• Extracted records:
::::::::

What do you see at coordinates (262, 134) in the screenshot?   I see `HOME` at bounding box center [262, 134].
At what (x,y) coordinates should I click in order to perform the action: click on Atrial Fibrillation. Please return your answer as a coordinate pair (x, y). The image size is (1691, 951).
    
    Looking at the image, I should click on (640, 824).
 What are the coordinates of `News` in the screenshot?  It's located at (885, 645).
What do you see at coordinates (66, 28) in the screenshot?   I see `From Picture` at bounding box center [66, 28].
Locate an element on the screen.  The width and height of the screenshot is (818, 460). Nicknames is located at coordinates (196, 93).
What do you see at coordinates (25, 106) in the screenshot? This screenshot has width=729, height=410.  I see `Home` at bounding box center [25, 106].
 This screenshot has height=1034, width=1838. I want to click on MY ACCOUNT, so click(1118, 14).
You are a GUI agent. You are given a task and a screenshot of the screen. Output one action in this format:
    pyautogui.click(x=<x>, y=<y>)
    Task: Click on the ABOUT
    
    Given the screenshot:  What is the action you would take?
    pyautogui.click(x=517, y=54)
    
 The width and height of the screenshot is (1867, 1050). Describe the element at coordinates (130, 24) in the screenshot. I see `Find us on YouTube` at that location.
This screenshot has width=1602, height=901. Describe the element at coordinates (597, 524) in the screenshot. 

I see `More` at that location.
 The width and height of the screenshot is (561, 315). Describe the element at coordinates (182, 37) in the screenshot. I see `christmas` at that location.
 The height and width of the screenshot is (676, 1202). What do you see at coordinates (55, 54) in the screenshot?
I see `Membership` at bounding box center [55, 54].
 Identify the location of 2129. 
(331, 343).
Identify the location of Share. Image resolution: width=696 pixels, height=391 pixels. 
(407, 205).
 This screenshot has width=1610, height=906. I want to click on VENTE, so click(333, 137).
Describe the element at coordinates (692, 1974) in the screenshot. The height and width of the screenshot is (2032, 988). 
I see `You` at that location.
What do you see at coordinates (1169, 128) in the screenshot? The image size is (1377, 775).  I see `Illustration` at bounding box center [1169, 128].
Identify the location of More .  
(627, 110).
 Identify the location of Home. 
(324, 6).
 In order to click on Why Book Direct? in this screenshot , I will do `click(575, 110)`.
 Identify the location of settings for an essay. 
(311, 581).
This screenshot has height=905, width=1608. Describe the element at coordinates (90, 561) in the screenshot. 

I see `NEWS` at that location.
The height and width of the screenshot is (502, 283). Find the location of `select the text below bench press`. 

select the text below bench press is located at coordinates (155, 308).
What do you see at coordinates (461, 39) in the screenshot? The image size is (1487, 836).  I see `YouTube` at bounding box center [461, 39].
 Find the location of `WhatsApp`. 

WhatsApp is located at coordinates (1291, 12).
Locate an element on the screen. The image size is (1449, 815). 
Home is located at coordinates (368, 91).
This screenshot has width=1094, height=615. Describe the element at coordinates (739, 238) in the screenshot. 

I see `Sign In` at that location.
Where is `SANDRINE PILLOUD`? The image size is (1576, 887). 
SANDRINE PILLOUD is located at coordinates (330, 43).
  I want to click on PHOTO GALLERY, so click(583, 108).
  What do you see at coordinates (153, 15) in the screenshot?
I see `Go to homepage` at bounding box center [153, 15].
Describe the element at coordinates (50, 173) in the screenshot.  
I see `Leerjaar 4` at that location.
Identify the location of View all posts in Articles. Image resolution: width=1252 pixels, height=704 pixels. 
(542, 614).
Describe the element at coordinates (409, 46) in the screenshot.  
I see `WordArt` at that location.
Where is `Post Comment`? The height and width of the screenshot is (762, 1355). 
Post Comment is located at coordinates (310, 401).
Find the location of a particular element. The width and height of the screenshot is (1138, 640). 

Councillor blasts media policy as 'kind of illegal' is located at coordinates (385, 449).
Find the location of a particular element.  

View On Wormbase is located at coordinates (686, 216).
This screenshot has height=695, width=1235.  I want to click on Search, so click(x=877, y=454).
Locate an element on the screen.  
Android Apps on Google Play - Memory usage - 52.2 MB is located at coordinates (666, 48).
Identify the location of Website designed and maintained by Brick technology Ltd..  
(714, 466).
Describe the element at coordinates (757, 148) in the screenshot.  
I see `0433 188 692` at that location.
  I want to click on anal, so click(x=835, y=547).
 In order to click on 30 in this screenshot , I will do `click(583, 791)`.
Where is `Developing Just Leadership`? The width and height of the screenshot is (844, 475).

::::::::

• Aim of the exercise: Give back the complete data exactly as supplied.

• Solution for this task:
What do you see at coordinates (262, 134) in the screenshot?   I see `HOME` at bounding box center [262, 134].
At what (x,y) coordinates should I click in order to perform the action: click on Atrial Fibrillation. Please return your answer as a coordinate pair (x, y). The image size is (1691, 951).
    
    Looking at the image, I should click on (640, 824).
 What are the coordinates of `News` in the screenshot?  It's located at (885, 645).
What do you see at coordinates (66, 28) in the screenshot?   I see `From Picture` at bounding box center [66, 28].
Locate an element on the screen.  The width and height of the screenshot is (818, 460). Nicknames is located at coordinates (196, 93).
What do you see at coordinates (25, 106) in the screenshot? This screenshot has width=729, height=410.  I see `Home` at bounding box center [25, 106].
 This screenshot has height=1034, width=1838. I want to click on MY ACCOUNT, so click(1118, 14).
You are a GUI agent. You are given a task and a screenshot of the screen. Output one action in this format:
    pyautogui.click(x=<x>, y=<y>)
    Task: Click on the ABOUT
    
    Given the screenshot:  What is the action you would take?
    pyautogui.click(x=517, y=54)
    
 The width and height of the screenshot is (1867, 1050). Describe the element at coordinates (130, 24) in the screenshot. I see `Find us on YouTube` at that location.
This screenshot has width=1602, height=901. Describe the element at coordinates (597, 524) in the screenshot. 

I see `More` at that location.
 The width and height of the screenshot is (561, 315). Describe the element at coordinates (182, 37) in the screenshot. I see `christmas` at that location.
 The height and width of the screenshot is (676, 1202). What do you see at coordinates (55, 54) in the screenshot?
I see `Membership` at bounding box center [55, 54].
 Identify the location of 2129. 
(331, 343).
Identify the location of Share. Image resolution: width=696 pixels, height=391 pixels. 
(407, 205).
 This screenshot has width=1610, height=906. I want to click on VENTE, so click(333, 137).
Describe the element at coordinates (692, 1974) in the screenshot. The height and width of the screenshot is (2032, 988). 
I see `You` at that location.
What do you see at coordinates (1169, 128) in the screenshot? The image size is (1377, 775).  I see `Illustration` at bounding box center [1169, 128].
Identify the location of More .  
(627, 110).
 Identify the location of Home. 
(324, 6).
 In order to click on Why Book Direct? in this screenshot , I will do `click(575, 110)`.
 Identify the location of settings for an essay. 
(311, 581).
This screenshot has height=905, width=1608. Describe the element at coordinates (90, 561) in the screenshot. 

I see `NEWS` at that location.
The height and width of the screenshot is (502, 283). Find the location of `select the text below bench press`. 

select the text below bench press is located at coordinates (155, 308).
What do you see at coordinates (461, 39) in the screenshot? The image size is (1487, 836).  I see `YouTube` at bounding box center [461, 39].
 Find the location of `WhatsApp`. 

WhatsApp is located at coordinates (1291, 12).
Locate an element on the screen. The image size is (1449, 815). 
Home is located at coordinates (368, 91).
This screenshot has width=1094, height=615. Describe the element at coordinates (739, 238) in the screenshot. 

I see `Sign In` at that location.
Where is `SANDRINE PILLOUD`? The image size is (1576, 887). 
SANDRINE PILLOUD is located at coordinates (330, 43).
  I want to click on PHOTO GALLERY, so click(583, 108).
  What do you see at coordinates (153, 15) in the screenshot?
I see `Go to homepage` at bounding box center [153, 15].
Describe the element at coordinates (50, 173) in the screenshot.  
I see `Leerjaar 4` at that location.
Identify the location of View all posts in Articles. Image resolution: width=1252 pixels, height=704 pixels. 
(542, 614).
Describe the element at coordinates (409, 46) in the screenshot.  
I see `WordArt` at that location.
Where is `Post Comment`? The height and width of the screenshot is (762, 1355). 
Post Comment is located at coordinates (310, 401).
Find the location of a particular element. The width and height of the screenshot is (1138, 640). 

Councillor blasts media policy as 'kind of illegal' is located at coordinates (385, 449).
Find the location of a particular element.  

View On Wormbase is located at coordinates (686, 216).
This screenshot has height=695, width=1235.  I want to click on Search, so click(x=877, y=454).
Locate an element on the screen.  
Android Apps on Google Play - Memory usage - 52.2 MB is located at coordinates (666, 48).
Identify the location of Website designed and maintained by Brick technology Ltd..  
(714, 466).
Describe the element at coordinates (757, 148) in the screenshot.  
I see `0433 188 692` at that location.
  I want to click on anal, so click(x=835, y=547).
 In order to click on 30 in this screenshot , I will do `click(583, 791)`.
Where is `Developing Just Leadership`? The width and height of the screenshot is (844, 475).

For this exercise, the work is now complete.